Keith Kloor, former editor of Audubon, recently wrote on Issues of Science and Technology,
Donald Trump’s improbable march to the White House shocked many, but the tactics that made it possible undoubtedly looked familiar to those of us who have navigated the topsy-turvy landscape of contested science. For Trump’s success was predicated on techniques that are used by advocates across the ideological spectrum to dispute or at least muddy established truths in science. … With the ascension of Trump in 2016, have we graduated from truthiness to what some political observers are now calling the post-truth era? Post-truth is defined by Oxford Dictionary as a state in which “objective facts are less influential in shaping public opinion than appeals to emotion.” But this doesn’t do justice to the bending of reality by Trump en route to the White House. You can’t do that simply with appeals to emotion; you need, as his triumph suggests, a made-for-media narrative, with villains, accomplices, and heroes. You need to do what has already been proven to work in warping public perceptions and discussion of certain fields of science.
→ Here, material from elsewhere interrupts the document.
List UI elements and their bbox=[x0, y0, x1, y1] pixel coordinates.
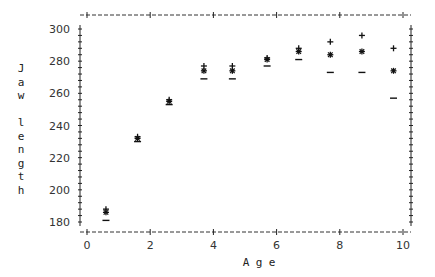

Those who believe Curry shouldn’t engage with skeptics because her decision could be interpreted as a prominent academic exiting the pro-AGW camp is difficult to buy into – even if Curry did switch camps. It’s hard to arbitrate because there are two variables: the uncertainties inherent in climate modelling (even if the bigger picture still endorses AGW) and how that proselytised someone of the calibre of Judith Curry. Surely the (former) head of a reputed department at Georgia Tech is not the same as any other skeptic?
I thought it was common sense to engage with people from across the aisle instead of letting them persist with information they think is credible but which you think is incredible – to the point that, over time, you become habituated to disregard them irrespective of the legitimacy of their demands. Moreover, giving room for people to disagree with you, to engage with them by making your methods and data available, and working with them to conduct replication studies that test the robustness of your own methods are all features of research and publishing that are being increasingly adopted to everyone’s benefit, most of all science’s.
It’s not hard from here-now to see that moving the other way – by making people anxious even to ask honest questions, by robbing them of the opportunity to respectfully disagree – isn’t going to do much good. Being nice also helps maintain a non-fragmented community that doesn’t further legitimise the impression that “science doesn’t matter when it comes to policy”.